[International Women’s Day] The cost of women’s unpaid labour, and why it needs to be repriced
Women’s time is important in any nation’s development story. It’s time we start valuing and investing in it.
Picture two scenarios.
In the first, a woman in a corporate organisation works nine hours, sometimes more, at the office. She meets targets, manages teams, and answers emails late into the evening. When she returns home, the primary responsibility of running the household, even with a support system in place, rests with her. Childcare, meal planning, coordinating schedules, tending to ageing parents—and the invisible emotional management that binds it all together—fall within her orbit.
In the second scenario, a homemaker does not have a formal workplace to report to. But her workday is no shorter. She wakes up before the rest of the household, structures the day around her family’s needs, manages domestic logistics, caregiving, finances, and social obligations. Her labour is constant, repetitive, and rarely paused. There is no weekend. In her case, there is no salary, no appraisal, and in most cases, no acknowledgement.
These two women occupy different economic categories. But they share one condition: their time is assumed to be expandable. And, this comes at a measurable cost.
The Time Use Survey, conducted by the Ministry of Statistics and Programme Implementation and cited in this year's Economic Survey, highlighted that 41% of women aged 15–59 participate in caregiving activities, compared to just 21.4% of men in the same age group. The time differential is equally telling: women spend nearly 140 minutes a day on caregiving, almost double the 74 minutes men spend.
The imbalance becomes starker when unpaid work is examined more broadly. Among individuals aged six years and older, the average time spent on unpaid activities is 278 minutes per day. For women, however, that figure rises to 363 minutes daily—nearly three times the 123 minutes recorded for men.
Men, by contrast, dominate paid work hours. On average, men spend 414 minutes a day in paid employment, compared to 302 minutes for women.
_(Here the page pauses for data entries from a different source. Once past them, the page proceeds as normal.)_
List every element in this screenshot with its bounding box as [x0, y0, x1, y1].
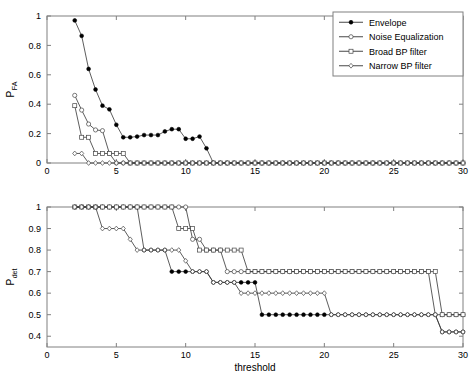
data-point-open-circle-icon	[239, 270, 243, 274]
series-noise-equalization	[73, 205, 465, 317]
data-point-open-diamond-icon	[274, 291, 278, 296]
data-point-open-square-icon	[302, 270, 306, 274]
data-point-filled-circle-icon	[101, 104, 105, 108]
data-point-open-square-icon	[211, 248, 215, 252]
data-point-filled-circle-icon	[142, 133, 146, 137]
data-point-filled-circle-icon	[128, 135, 132, 139]
data-point-open-square-icon	[315, 270, 319, 274]
data-point-open-square-icon	[114, 151, 118, 155]
data-point-open-square-icon	[357, 270, 361, 274]
data-point-open-square-icon	[218, 248, 222, 252]
series-line	[75, 95, 463, 163]
data-point-filled-circle-icon	[87, 67, 91, 71]
data-point-filled-circle-icon	[246, 280, 250, 284]
data-point-open-square-icon	[349, 49, 353, 53]
data-point-open-square-icon	[239, 248, 243, 252]
data-point-filled-circle-icon	[170, 270, 174, 274]
data-point-open-diamond-icon	[73, 151, 77, 156]
legend-label: Broad BP filter	[369, 47, 427, 57]
y-tick-label: 0.7	[28, 267, 41, 277]
legend-label: Noise Equalization	[369, 32, 444, 42]
data-point-open-diamond-icon	[100, 161, 104, 166]
data-point-open-diamond-icon	[399, 312, 403, 317]
x-axis-title: threshold	[234, 362, 275, 373]
data-point-filled-circle-icon	[184, 270, 188, 274]
data-point-open-circle-icon	[232, 270, 236, 274]
data-point-open-diamond-icon	[350, 312, 354, 317]
data-point-open-square-icon	[170, 205, 174, 209]
data-point-open-square-icon	[156, 205, 160, 209]
data-point-open-square-icon	[253, 270, 257, 274]
data-point-open-square-icon	[378, 270, 382, 274]
data-point-open-diamond-icon	[218, 280, 222, 285]
data-point-open-circle-icon	[349, 35, 353, 39]
data-point-filled-circle-icon	[94, 88, 98, 92]
data-point-open-circle-icon	[191, 237, 195, 241]
data-point-open-diamond-icon	[385, 312, 389, 317]
legend-label: Narrow BP filter	[369, 61, 432, 71]
data-point-open-diamond-icon	[371, 312, 375, 317]
data-point-open-circle-icon	[93, 128, 97, 132]
data-point-filled-circle-icon	[177, 270, 181, 274]
data-point-open-diamond-icon	[100, 226, 104, 231]
y-tick-label: 0.2	[28, 129, 41, 139]
data-point-open-circle-icon	[184, 205, 188, 209]
data-point-open-square-icon	[447, 313, 451, 317]
x-tick-label: 30	[458, 166, 468, 176]
data-point-filled-circle-icon	[184, 137, 188, 141]
data-point-filled-circle-icon	[135, 135, 139, 139]
data-point-filled-circle-icon	[191, 137, 195, 141]
data-point-open-square-icon	[191, 227, 195, 231]
x-tick-label: 30	[458, 350, 468, 360]
data-point-open-square-icon	[399, 270, 403, 274]
data-point-open-square-icon	[392, 270, 396, 274]
data-point-open-square-icon	[274, 270, 278, 274]
data-point-filled-circle-icon	[295, 313, 299, 317]
data-point-open-circle-icon	[100, 129, 104, 133]
data-point-open-circle-icon	[177, 205, 181, 209]
data-point-open-square-icon	[204, 248, 208, 252]
data-point-open-diamond-icon	[308, 291, 312, 296]
data-point-open-diamond-icon	[301, 291, 305, 296]
x-tick-label: 0	[44, 350, 49, 360]
data-point-open-square-icon	[87, 135, 91, 139]
data-point-open-diamond-icon	[343, 312, 347, 317]
y-tick-label: 0.6	[28, 288, 41, 298]
figure-container: 05101520253000.20.40.60.81PFA05101520253…	[0, 0, 475, 382]
data-point-open-square-icon	[461, 313, 465, 317]
data-point-filled-circle-icon	[288, 313, 292, 317]
data-point-open-square-icon	[184, 227, 188, 231]
data-point-filled-circle-icon	[274, 313, 278, 317]
data-point-filled-circle-icon	[253, 280, 257, 284]
data-point-open-square-icon	[385, 270, 389, 274]
data-point-open-square-icon	[350, 270, 354, 274]
x-tick-label: 10	[181, 350, 191, 360]
data-point-filled-circle-icon	[302, 313, 306, 317]
series-line	[75, 106, 463, 163]
x-tick-label: 10	[181, 166, 191, 176]
y-tick-label: 0.5	[28, 310, 41, 320]
data-point-open-square-icon	[100, 151, 104, 155]
y-tick-label: 0.4	[28, 99, 41, 109]
x-tick-label: 15	[250, 350, 260, 360]
data-point-open-square-icon	[426, 270, 430, 274]
data-point-open-square-icon	[225, 248, 229, 252]
series-line	[75, 207, 463, 315]
data-point-open-square-icon	[232, 248, 236, 252]
data-point-open-square-icon	[73, 104, 77, 108]
x-tick-label: 0	[44, 166, 49, 176]
x-tick-label: 15	[250, 166, 260, 176]
data-point-filled-circle-icon	[239, 280, 243, 284]
data-point-open-square-icon	[419, 270, 423, 274]
data-point-open-diamond-icon	[281, 291, 285, 296]
y-tick-label: 0.8	[28, 245, 41, 255]
data-point-open-diamond-icon	[322, 291, 326, 296]
data-point-open-diamond-icon	[315, 291, 319, 296]
data-point-filled-circle-icon	[163, 129, 167, 133]
y-tick-label: 1	[36, 202, 41, 212]
data-point-filled-circle-icon	[309, 313, 313, 317]
data-point-open-square-icon	[440, 313, 444, 317]
data-point-open-diamond-icon	[357, 312, 361, 317]
data-point-open-diamond-icon	[170, 248, 174, 253]
data-point-filled-circle-icon	[121, 135, 125, 139]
When paid and unpaid work are combined, women’s total working time exceeds that of men. Even when women enter formal employment, they do not shed domestic responsibilities; they add to them.
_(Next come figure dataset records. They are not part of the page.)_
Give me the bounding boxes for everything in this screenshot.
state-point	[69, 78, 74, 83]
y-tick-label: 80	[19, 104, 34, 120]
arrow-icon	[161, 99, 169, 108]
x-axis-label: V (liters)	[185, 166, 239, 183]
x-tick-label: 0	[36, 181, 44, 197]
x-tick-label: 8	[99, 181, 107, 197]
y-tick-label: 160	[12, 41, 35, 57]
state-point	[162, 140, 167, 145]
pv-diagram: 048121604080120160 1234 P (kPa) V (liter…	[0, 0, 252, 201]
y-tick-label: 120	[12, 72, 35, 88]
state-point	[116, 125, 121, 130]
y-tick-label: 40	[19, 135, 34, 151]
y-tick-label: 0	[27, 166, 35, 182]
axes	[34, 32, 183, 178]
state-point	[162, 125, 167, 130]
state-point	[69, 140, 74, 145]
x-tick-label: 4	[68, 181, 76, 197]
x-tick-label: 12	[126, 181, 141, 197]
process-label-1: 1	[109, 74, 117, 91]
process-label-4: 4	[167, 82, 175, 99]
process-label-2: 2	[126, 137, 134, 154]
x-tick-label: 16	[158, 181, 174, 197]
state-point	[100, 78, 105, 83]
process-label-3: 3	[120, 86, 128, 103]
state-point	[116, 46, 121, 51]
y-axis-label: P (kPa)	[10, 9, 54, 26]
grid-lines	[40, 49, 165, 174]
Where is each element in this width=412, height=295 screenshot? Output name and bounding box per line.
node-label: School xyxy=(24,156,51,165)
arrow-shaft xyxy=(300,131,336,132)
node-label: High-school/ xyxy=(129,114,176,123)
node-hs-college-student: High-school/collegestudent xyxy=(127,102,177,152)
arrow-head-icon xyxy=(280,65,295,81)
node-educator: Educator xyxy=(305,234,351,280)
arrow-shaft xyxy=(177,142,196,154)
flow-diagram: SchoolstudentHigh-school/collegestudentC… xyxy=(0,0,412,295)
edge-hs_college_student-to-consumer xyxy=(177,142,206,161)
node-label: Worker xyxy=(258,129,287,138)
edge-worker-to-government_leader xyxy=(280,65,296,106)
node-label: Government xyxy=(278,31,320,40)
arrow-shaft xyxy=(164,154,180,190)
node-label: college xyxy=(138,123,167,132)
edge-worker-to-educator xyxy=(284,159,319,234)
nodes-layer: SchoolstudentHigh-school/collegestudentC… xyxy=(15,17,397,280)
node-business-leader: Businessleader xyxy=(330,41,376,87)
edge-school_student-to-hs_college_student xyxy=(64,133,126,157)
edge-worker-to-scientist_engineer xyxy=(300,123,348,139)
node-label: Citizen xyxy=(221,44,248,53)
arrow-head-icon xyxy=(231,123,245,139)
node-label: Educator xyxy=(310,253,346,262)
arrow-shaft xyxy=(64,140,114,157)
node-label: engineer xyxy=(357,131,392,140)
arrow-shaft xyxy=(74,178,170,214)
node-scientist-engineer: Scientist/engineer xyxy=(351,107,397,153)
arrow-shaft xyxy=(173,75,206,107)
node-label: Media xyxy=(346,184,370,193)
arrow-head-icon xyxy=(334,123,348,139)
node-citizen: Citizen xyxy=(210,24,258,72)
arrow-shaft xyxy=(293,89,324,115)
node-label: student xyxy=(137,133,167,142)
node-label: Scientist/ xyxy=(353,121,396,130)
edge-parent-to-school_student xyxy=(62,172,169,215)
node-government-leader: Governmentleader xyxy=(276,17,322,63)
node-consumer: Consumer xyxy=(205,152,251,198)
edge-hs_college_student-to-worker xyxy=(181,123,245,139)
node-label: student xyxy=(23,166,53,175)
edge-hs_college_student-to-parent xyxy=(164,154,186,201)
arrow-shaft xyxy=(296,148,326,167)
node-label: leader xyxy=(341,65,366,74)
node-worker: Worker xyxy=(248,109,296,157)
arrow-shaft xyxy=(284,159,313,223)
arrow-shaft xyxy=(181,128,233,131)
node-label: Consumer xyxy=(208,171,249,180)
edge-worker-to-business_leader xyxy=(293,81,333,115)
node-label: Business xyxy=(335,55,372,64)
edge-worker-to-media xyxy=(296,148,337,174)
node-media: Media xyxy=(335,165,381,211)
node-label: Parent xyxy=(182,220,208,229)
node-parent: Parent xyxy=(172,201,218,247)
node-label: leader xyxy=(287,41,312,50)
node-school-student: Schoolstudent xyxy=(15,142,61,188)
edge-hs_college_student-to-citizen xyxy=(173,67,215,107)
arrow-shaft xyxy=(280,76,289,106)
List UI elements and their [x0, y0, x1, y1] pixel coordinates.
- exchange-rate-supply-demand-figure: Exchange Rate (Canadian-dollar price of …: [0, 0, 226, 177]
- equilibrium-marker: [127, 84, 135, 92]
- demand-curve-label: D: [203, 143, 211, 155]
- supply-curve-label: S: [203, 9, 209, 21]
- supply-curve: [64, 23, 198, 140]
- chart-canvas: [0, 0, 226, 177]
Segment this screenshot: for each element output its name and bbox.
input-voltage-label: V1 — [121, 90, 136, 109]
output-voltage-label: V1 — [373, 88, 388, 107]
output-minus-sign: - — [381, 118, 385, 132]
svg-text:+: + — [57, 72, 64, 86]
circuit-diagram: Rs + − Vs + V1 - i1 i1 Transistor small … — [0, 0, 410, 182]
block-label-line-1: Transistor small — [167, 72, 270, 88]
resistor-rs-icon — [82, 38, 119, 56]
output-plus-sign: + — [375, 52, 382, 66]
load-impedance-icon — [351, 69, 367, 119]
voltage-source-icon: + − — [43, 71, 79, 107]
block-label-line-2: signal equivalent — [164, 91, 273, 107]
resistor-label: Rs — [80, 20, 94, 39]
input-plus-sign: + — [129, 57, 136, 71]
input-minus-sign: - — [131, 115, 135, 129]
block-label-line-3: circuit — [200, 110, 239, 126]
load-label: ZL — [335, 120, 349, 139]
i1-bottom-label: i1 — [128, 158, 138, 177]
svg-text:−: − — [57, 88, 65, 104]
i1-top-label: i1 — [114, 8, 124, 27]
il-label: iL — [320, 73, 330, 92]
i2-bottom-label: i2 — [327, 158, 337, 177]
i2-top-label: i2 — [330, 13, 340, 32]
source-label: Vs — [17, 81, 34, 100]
This dual load helps explain why the female labour force participation rate (FLFP) hovers at around 41%, well below the global average.
A 2024 International Labour Organisation (ILO) study found that more than 50% of women in India remain outside the labour force due to care responsibilities.
The exclusion is real, and it matters! When women’s work remains unpaid, it affects their lives in many ways. It takes years off their careers, does not build savings, and curtails their financial independence.
Dual incomes give women better agency in their households. Women with independent incomes invest more in their children’s education and health. A rising female labour participation rate signals economic growth and empowerment.
Recording the time spent by women in paid and unpaid work is the first step towards change. The expansion of paid maternity leave from 12 to 26 weeks under the 2017 amendment to the Maternity Benefit Act, along with mandated creche facilities and the emergence of more flexible, women-responsive workplace policies, has offered important institutional support. But maternity leave alone is not enough. Paternity leave should be mandated across the public and private sectors; otherwise, caregiving will, by default, fall on women.
How do you reprice a woman’s time? Structural investment becomes central. Affordable and accessible childcare facilities, hybrid and flexible work options, and better urban planning for mobility and safety must be prioritised. Equally important is the distribution of care within households, where men’s participation must be encouraged and normalised.
The cost of a woman’s time is real. It is not invisible. It is simply undervalued. It is time for nations to recognise it as economic capital and invest accordingly.
Edited by Megha Reddy
(Disclaimer: The views and opinions expressed in this article are those of the author and do not necessarily reflect the views of YourStory.)